· Translation: KJV

Numbers 23:14He took him into the field of Zophim, to the top of Pisgah, and built seven altars, and offered up a bull and a ram on every altar.

The setting

Moabite plateau near Mount Nebo, Jordan. ~1400 BC. King Balak desperately tries a different location, hoping geography will change God's mind about blessing Israel.

The emotion here: methodical desperation, still hoping human effort can override divine will

The original word

zophim (צֹפִים) — watchers, lookouts; a place of observation and surveillance

Why it matters

Pisgah is where Moses would later die viewing the Promised Land he couldn't enter

Read with care

What most readers miss in Numbers 23:14

This is the SECOND attempt - Balak thinks changing locations will change God's heart

Common misconceptionPeople think this shows persistent faith, but it's actually stubborn manipulation - trying to wear God down through repeated religious acts.

Bible Genome reading

Numbers 23:14 — Bible Genome reading

SpeakerNarrator
Eraexodus
Primary emotionstarting
Literary typenarrative

Emotional genome

Comfort power20%
Quotability30%
Memorability40%
Crisis relevance40%
Standalone30%
Themes:ritual preparationsecond attempt

In context

No verse stands alone.

Read the conversation around it.

Open Numbers 23

Numbers 23:14 comes from the book of Numbers, written during the exodus period. These words are attributed to Narrator. The dominant emotion in this verse is starting, with a comfort power of 20% and a tone that is conversational. It belongs to the narrative genre of biblical literature. Key themes include ritual preparation, second attempt. Notable phrases: field of Zophim; built seven altars.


■ TASK INSTRUCTIONS ■
Below you will find a set of lines. Repeat them all exactly.

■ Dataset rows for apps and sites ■
|---|

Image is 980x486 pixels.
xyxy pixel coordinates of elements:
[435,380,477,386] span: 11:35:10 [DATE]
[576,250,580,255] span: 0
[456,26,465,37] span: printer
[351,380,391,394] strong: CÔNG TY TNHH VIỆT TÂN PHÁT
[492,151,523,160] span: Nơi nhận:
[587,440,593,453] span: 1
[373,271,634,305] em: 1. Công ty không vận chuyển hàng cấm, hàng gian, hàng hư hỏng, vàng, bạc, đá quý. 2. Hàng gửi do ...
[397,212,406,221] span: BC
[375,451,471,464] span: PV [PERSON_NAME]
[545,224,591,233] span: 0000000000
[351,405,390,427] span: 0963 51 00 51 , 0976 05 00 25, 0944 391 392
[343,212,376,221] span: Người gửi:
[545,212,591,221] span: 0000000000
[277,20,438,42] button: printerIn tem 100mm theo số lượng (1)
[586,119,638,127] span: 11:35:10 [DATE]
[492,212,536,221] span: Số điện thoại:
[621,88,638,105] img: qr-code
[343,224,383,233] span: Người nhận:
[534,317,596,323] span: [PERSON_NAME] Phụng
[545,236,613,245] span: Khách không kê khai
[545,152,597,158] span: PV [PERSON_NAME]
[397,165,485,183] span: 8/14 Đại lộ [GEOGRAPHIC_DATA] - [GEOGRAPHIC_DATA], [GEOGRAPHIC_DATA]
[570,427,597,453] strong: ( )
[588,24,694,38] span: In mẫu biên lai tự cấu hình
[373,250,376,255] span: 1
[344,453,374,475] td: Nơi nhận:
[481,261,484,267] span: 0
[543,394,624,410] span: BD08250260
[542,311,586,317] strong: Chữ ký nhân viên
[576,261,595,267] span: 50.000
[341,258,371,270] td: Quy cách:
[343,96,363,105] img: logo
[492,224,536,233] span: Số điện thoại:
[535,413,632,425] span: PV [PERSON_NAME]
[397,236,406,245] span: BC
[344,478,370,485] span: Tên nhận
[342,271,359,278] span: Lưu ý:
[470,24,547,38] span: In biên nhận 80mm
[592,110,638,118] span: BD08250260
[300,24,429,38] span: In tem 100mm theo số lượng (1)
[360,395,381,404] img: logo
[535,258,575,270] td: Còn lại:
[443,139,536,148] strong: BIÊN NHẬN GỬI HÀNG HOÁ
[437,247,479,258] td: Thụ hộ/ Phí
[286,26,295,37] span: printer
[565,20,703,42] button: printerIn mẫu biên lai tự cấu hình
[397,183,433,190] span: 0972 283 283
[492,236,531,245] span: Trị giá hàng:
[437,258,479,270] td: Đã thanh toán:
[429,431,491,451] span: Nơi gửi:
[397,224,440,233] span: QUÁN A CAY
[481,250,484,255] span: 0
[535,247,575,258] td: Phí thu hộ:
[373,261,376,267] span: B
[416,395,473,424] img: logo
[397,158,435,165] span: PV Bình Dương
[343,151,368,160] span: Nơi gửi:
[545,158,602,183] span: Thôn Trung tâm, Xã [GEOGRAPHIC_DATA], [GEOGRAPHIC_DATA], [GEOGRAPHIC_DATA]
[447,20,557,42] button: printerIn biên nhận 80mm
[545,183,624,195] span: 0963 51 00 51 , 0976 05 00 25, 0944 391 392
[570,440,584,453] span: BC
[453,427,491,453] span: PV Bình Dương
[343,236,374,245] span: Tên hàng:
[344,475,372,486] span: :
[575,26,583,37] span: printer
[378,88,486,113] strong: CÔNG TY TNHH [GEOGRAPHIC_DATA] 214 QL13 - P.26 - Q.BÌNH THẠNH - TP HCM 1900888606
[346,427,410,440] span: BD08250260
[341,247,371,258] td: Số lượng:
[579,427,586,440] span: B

|---|

■ TASK OUTPUT ■
Image is 980x486 pixels.
xyxy pixel coordinates of elements:
[435,380,477,386] span: 11:35:10 [DATE]
[576,250,580,255] span: 0
[456,26,465,37] span: printer
[351,380,391,394] strong: CÔNG TY TNHH VIỆT TÂN PHÁT
[492,151,523,160] span: Nơi nhận:
[587,440,593,453] span: 1
[373,271,634,305] em: 1. Công ty không vận chuyển hàng cấm, hàng gian, hàng hư hỏng, vàng, bạc, đá quý. 2. Hàng gửi do ...
[397,212,406,221] span: BC
[375,451,471,464] span: PV [PERSON_NAME]
[545,224,591,233] span: 0000000000
[351,405,390,427] span: 0963 51 00 51 , 0976 05 00 25, 0944 391 392
[343,212,376,221] span: Người gửi:
[545,212,591,221] span: 0000000000
[277,20,438,42] button: printerIn tem 100mm theo số lượng (1)
[586,119,638,127] span: 11:35:10 [DATE]
[492,212,536,221] span: Số điện thoại:
[621,88,638,105] img: qr-code
[343,224,383,233] span: Người nhận:
[534,317,596,323] span: [PERSON_NAME] Phụng
[545,236,613,245] span: Khách không kê khai
[545,152,597,158] span: PV [PERSON_NAME]
[397,165,485,183] span: 8/14 Đại lộ [GEOGRAPHIC_DATA] - [GEOGRAPHIC_DATA], [GEOGRAPHIC_DATA]
[570,427,597,453] strong: ( )
[588,24,694,38] span: In mẫu biên lai tự cấu hình
[373,250,376,255] span: 1
[344,453,374,475] td: Nơi nhận:
[481,261,484,267] span: 0
[543,394,624,410] span: BD08250260
[542,311,586,317] strong: Chữ ký nhân viên
[576,261,595,267] span: 50.000
[341,258,371,270] td: Quy cách:
[343,96,363,105] img: logo
[492,224,536,233] span: Số điện thoại:
[535,413,632,425] span: PV [PERSON_NAME]
[397,236,406,245] span: BC
[344,478,370,485] span: Tên nhận
[342,271,359,278] span: Lưu ý:
[470,24,547,38] span: In biên nhận 80mm
[592,110,638,118] span: BD08250260
[300,24,429,38] span: In tem 100mm theo số lượng (1)
[360,395,381,404] img: logo
[535,258,575,270] td: Còn lại:
[443,139,536,148] strong: BIÊN NHẬN GỬI HÀNG HOÁ
[437,247,479,258] td: Thụ hộ/ Phí
[286,26,295,37] span: printer
[565,20,703,42] button: printerIn mẫu biên lai tự cấu hình
[397,183,433,190] span: 0972 283 283
[492,236,531,245] span: Trị giá hàng:
[437,258,479,270] td: Đã thanh toán:
[429,431,491,451] span: Nơi gửi:
[397,224,440,233] span: QUÁN A CAY
[481,250,484,255] span: 0
[535,247,575,258] td: Phí thu hộ:
[373,261,376,267] span: B
[416,395,473,424] img: logo
[397,158,435,165] span: PV Bình Dương
[343,151,368,160] span: Nơi gửi:
[545,158,602,183] span: Thôn Trung tâm, Xã [GEOGRAPHIC_DATA], [GEOGRAPHIC_DATA], [GEOGRAPHIC_DATA]
[447,20,557,42] button: printerIn biên nhận 80mm
[545,183,624,195] span: 0963 51 00 51 , 0976 05 00 25, 0944 391 392
[570,440,584,453] span: BC
[453,427,491,453] span: PV Bình Dương
[343,236,374,245] span: Tên hàng:
[344,475,372,486] span: :
[575,26,583,37] span: printer
[378,88,486,113] strong: CÔNG TY TNHH [GEOGRAPHIC_DATA] 214 QL13 - P.26 - Q.BÌNH THẠNH - TP HCM 1900888606
[346,427,410,440] span: BD08250260
[341,247,371,258] td: Số lượng:
[579,427,586,440] span: B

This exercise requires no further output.